Self-Inflicted Defeat
From DARSIE GILLIE
PARIS
AS France ever before inflicted such a blow on herself?' said M. Paul Reynaud out of sixty years' political experience on Tuesday evening when the European Community broke in two in consequence of France's 'no' to Great Britain. Where now was the instrument of Presi- dent de Gaulle's foreign policy? What price the Franco-German treaty of co-operation exactly a week old? Graver still, where was the credit justly due to France for initiating and creating the European Community, the work of two great Frenchmen, M. Jean Monnet and M. Robert Schuman? The sense of a disaster to France was inescapable to anyone listening to the news that .night in spite of some feeble attempts to patch it up. President de -Gaulle's sense of history. reaching far into the past and far into the future, had been praised by Dr. Adenauer when he arrived in Paris. Alas, he had tripped up over his „contemporaries whom he easily despises.
That something was going wrong he had cer- tainly perceived shortly after his press con.-
_ Ierence. His unwarned Ministers had been taken by surprise by the rigidity of his approach. He himself was surprised by everyone's reaction. Odd as it may seem to us he appears to haVe really supposed that with his tributes to the British past and his analysis of our difficulties in becoming European he was tactfully leading up t0 his helpful suggestion of 'association.' f's he still wondering what meteorological freak has brought this catastrophic storm across the neatly- charted course of the French Republic? His miscalculation about Britain is deeply rooted in a conviction that she has become in- volved in a steep decline of national morale. This was indirectly indicated in his press conference by his reference to the difficulty for any nation of recovering the disposition of her own destiny once she had allowed it to escape from her bands. Like many Frenchmen he was startled by the speed with which Britain came to heel when Washington whistled during the Suez crisis —a reaction shared by men who were not in favour of that Franco-British escapade. This view was certainly confirmed in the President's mind by his interpretation of the Nassau agree- Ment. It is implicit in his suggestion that we would return to knock on the European door in a few months or years, this time unconditionally. BY then we would have perceived how we had
fallen.
,_ There is another radical misjudgment, easy in his case to understand. The European Com- munity was the fruit of the multi-party State in rich no party can completely identify itself with State because an absolute majority for any One of them is rare and usually short-lived. M. Jean Monnet had brilliantly perceived this oppor- tunity in organising his 'United States of Europe Action Committee,' In each of the six countries he sought the co-operation of Christian Demo- crat, bourgeois liberal and Socialist, accepting nothing less than the leaders of these parties as their representatives. He also sought the co- operation of the leaders of the Socialist and Catholic trade unions. They met and negotiated on each succeeding step towards a European Community parallel to or in advance of the governments which largely depended on them. The parties were in all six States legitimate sources of policy. The degree to which the parties were failing within the national States to master problems was an incitement to seek a supra- national solution. The one essential condition of success was that the multiple-party State should not catastrophically break down as it did in France in 1958 owing to its inability to deal with Algeria. From the moment that General de Gaulle returned to power France was a State different in kind from the other five. The French parties were no longer the source of policy.'There was no doubt an analogy—but it has turned out to be a misleading one—between the situation in France and in Germany. Henceforth only the French opposition parties could any longer play a part in the United States of Europe Action Committee. It was perhaps symptomatic of the new situation that a distinguished French mem- ber of the Community Commission should have stood (vainly) for parliament as an opposition candidate at the last election. At all events on the French side that blurring of frontiers on which the Community spirit depended became pro- gressively more difficult as did also the pos- sibility of mutual comprehension.
Here was the rub. President de Gaulle evi- dently thought that the interlocking machinery on the State level, recently reinforced by the Franco-German treaty, would be decisive in bringing the other five into line. To a doubt- troubled deputy he replied at an Elys6e recep- tion: 'But there are the treaties; let us be serious.'
This aspect of the problem raises another question, now perhaps for ever theoretic: how would Britain with her two-party system have fitted into the Community?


YOUR GOAL →
When the string "Download" occurs in a line of the records, show that line.

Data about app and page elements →
=== Begin Enclosure ===

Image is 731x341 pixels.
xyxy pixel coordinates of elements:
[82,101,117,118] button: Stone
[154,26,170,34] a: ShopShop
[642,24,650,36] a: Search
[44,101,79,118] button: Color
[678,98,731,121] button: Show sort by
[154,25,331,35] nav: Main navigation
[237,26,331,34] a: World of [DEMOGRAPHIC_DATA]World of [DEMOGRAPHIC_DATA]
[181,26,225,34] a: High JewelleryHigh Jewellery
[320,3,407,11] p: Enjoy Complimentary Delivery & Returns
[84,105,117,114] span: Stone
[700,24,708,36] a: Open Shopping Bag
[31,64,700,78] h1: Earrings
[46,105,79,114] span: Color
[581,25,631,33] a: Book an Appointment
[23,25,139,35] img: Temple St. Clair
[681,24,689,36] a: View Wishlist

=== End Enclosure ===
=== Begin Enclosure ===

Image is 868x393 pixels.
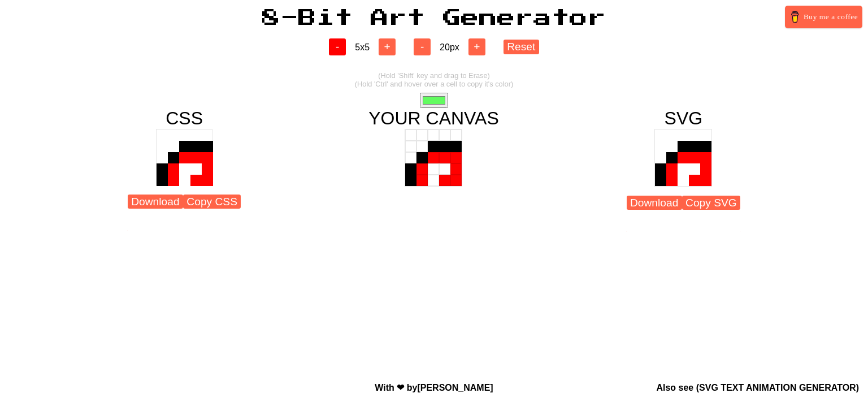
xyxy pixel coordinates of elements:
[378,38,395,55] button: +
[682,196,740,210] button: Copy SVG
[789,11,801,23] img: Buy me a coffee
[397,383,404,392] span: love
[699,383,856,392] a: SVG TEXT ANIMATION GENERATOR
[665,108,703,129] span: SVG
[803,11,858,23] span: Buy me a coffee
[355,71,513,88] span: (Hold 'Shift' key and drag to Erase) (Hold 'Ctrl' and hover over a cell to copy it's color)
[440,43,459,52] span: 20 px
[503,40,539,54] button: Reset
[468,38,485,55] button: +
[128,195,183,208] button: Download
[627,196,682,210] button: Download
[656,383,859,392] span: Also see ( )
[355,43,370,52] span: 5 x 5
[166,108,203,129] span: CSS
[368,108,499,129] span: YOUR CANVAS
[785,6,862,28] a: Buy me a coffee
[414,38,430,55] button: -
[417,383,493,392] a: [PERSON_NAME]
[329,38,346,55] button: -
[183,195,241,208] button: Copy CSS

=== End Enclosure ===

ANSWER SPACE →
[128,195,183,208] button: Download
[627,196,682,210] button: Download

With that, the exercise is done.